I feel a weird rumbling through my feet. Does Mictlan have earthquakes? No. It doesn’t feel like that. Too steady, too low. I can see a thin cloud of dust further down the road. “Anything else we need to worry about?”
“Too many to list. This is why Santa Muerte needs you. Look at this place. Before the Fall this was filled with souls on their journey to their final rest in Chicunamictlan. It was a rough existence for them, being judged by your gods is never easy, but it was more like the world outside than this. There were plants, water. Servitors of the dead to help the souls on their journey. Now look at it. Discarded scraps of flesh and bone. The rivers are blood for fuck sake.” She bends down and picks up a fragment of a skull and tosses it into the distance.
Does she really care? It’s not like Tabitha is old enough to have seen it. How much of this conversation is Tabitha and how much is the piece of Santa Muerte grafted to her soul? Is there any difference?
“And having a king in place would solve this?”
“This place needs two rulers,” she says. “Mictecacihuatl and Mictlantecuhtli had their own duties in taking care of this place. They can’t do each other’s job.”
That dust storm is really starting to kick up. Tabitha hasn’t noticed it, yet, and I’m not sure if it’s something to worry about. I nod toward it. “Should we try to find cover or something?” Not that there’s any I can see besides the trees. And though there are a lot of them, their threadbare trunks won’t offer much protection. Maybe we can dig a hole in the road and cover ourselves with bones.
Tabitha squints at the cloud. “Shit.”
The dust is spreading in a wide column on the horizon. Instead of the whistle of wind there’s a rumble that sounds like car engines. It takes me a second to realize that that’s because it is the sound of car engines.
“What the hell is that?”
Tabitha starts running toward them. “The narcos I was talking about. Probably some of the Aztecs they’ve roped into joining up with them.”
I break into a run and follow her. Oddly, we’re running toward the column of dust.
Of all the things I was expecting about Mictlan, this is so not one of them.
“They’re in cars? Where the fuck did they get cars?”
“How the hell should I know? I told you things have gone to shit around here.”
She cuts sharply to the left through a break in the trees, kicking up pieces of skull that clattered behind her. Not far off I can see a low hill. At first I think it’s just another bone pile, a wrinkle in the landscape, but there’s a hole in it that becomes apparent the closer I get to it.
“Jesus, Tabitha, what is this? Mad Max?”
“In some places, pretty much. Hurry up, we’re almost there.”
Wherever we’re going we better get there fast because the people chasing us are almost on us. I look over my shoulder and see five vehicles that can only be called cars from the fact that they’ve got wheels and move fast. They burst through the trees, scattering the trunks like tenpins.
The cars look handmade. Sheets of stitched together skin lashed over bone struts. Wheels made out of, shit, I don’t know what the hell they’re made out of, but it’s sure as hell not rubber. Black smoke belches out the back. The cars are bone and sinew like everything else in this nightmare land. And for all that they’re terrifying, there’s an absurdity to them I just can’t wrap my mind around. These things are more Flintstones than they are V8 Interceptor.
“You know, if they’re looking for us,” I yell over the noise of the engines, “the only hole that’s visible for miles might be one of the first places they look.” The engines are getting louder. What the hell do they use for fuel?
“It’s an entrance,” she yells. “To the shortcut. They won’t be able to go in there.”
“Why not?”
“Because they’re not us.” She ducks into the hole and the blackness swallows her up. Behind me the cars are speeding closer, throwing up a wake of shattered bone behind them, the engines a deafening roar.
I don’t know what I’m doing, but I know I don’t want to deal with a bunch of post-Apocalyptic cosplayers with war wagons. I jump after her, but a line shoots out from one of the cars and wraps around my ankle, biting deep into the skin, pulling taut. I hit the ground about a foot short of the entrance and get yanked back as the car fishtails into a U-turn.
More trees go over, the car dragging me along and back onto the road. I pull together a small fire spell that I hope won’t cost me too much power and tip me over the edge. A pinpoint of the line holding me begins to smolder.
It’s hard to concentrate when you’re being dragged across a field of broken bones by a car that looks like it should be driven by a nightmare Barney Rubble, but I make do. The spot begins to glow, then flame. As the line burns I can smell cooking meat. Of course. This stuff is made out of flesh.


ASSIGNMENT: Transcribe, exactly and in full, every record shown below, while omitting its images.

= = = = =

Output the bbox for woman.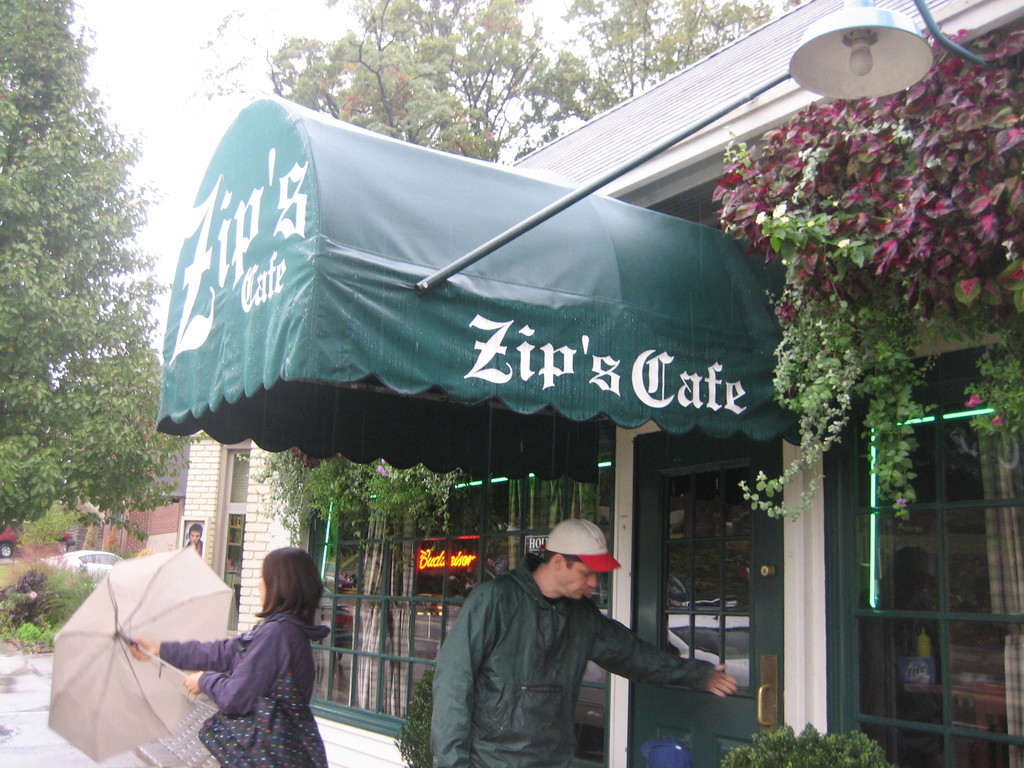
174:552:330:756.
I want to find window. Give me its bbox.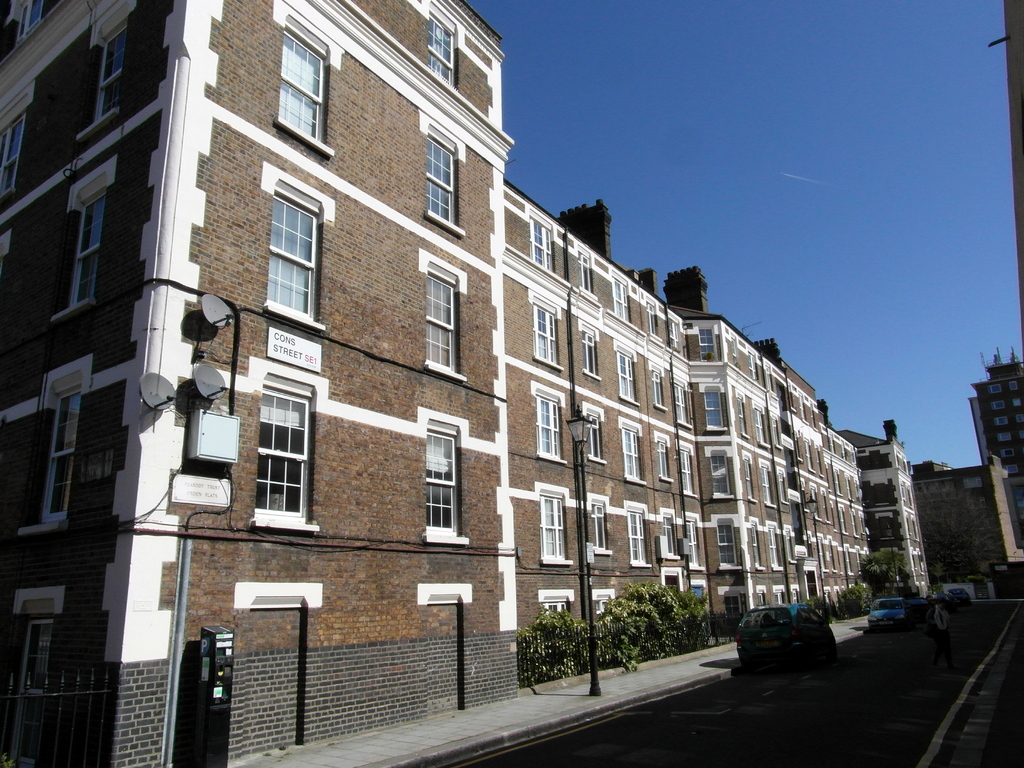
BBox(237, 375, 305, 534).
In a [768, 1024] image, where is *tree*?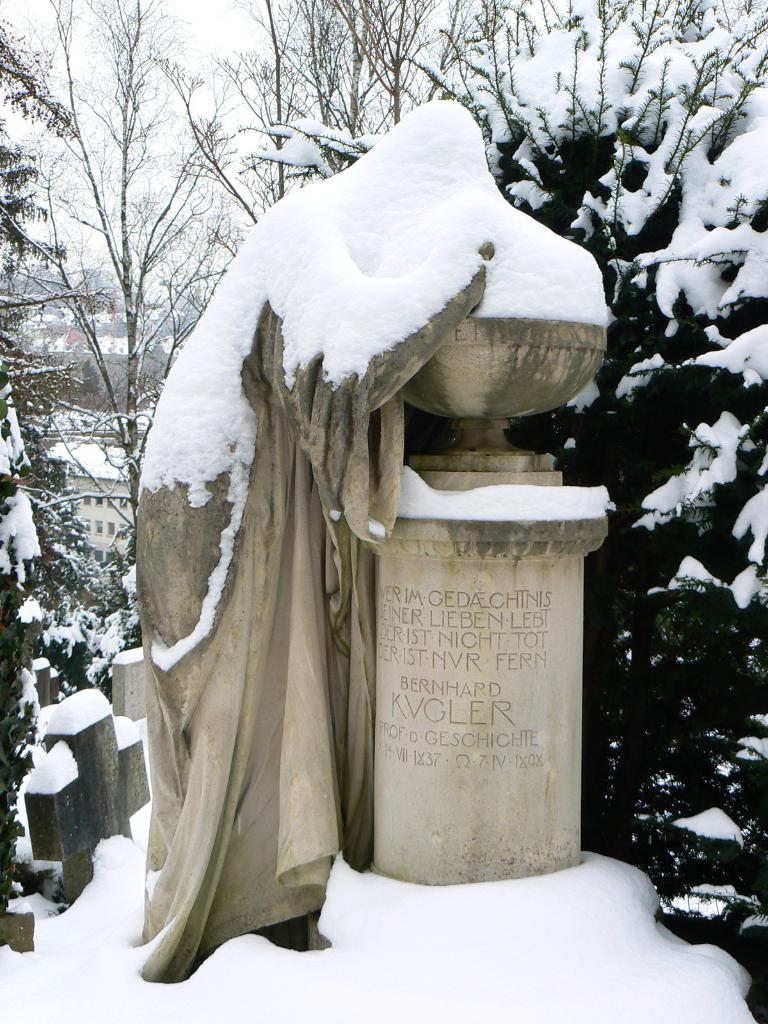
(left=250, top=0, right=767, bottom=1023).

= = = = =

OUTPUT FOR THIS EXERCISE:
Output the bbox for woman.
174:552:330:756.
I want to find window. Give me its bbox.
BBox(237, 375, 305, 534).
In a [768, 1024] image, where is *tree*?
(left=250, top=0, right=767, bottom=1023).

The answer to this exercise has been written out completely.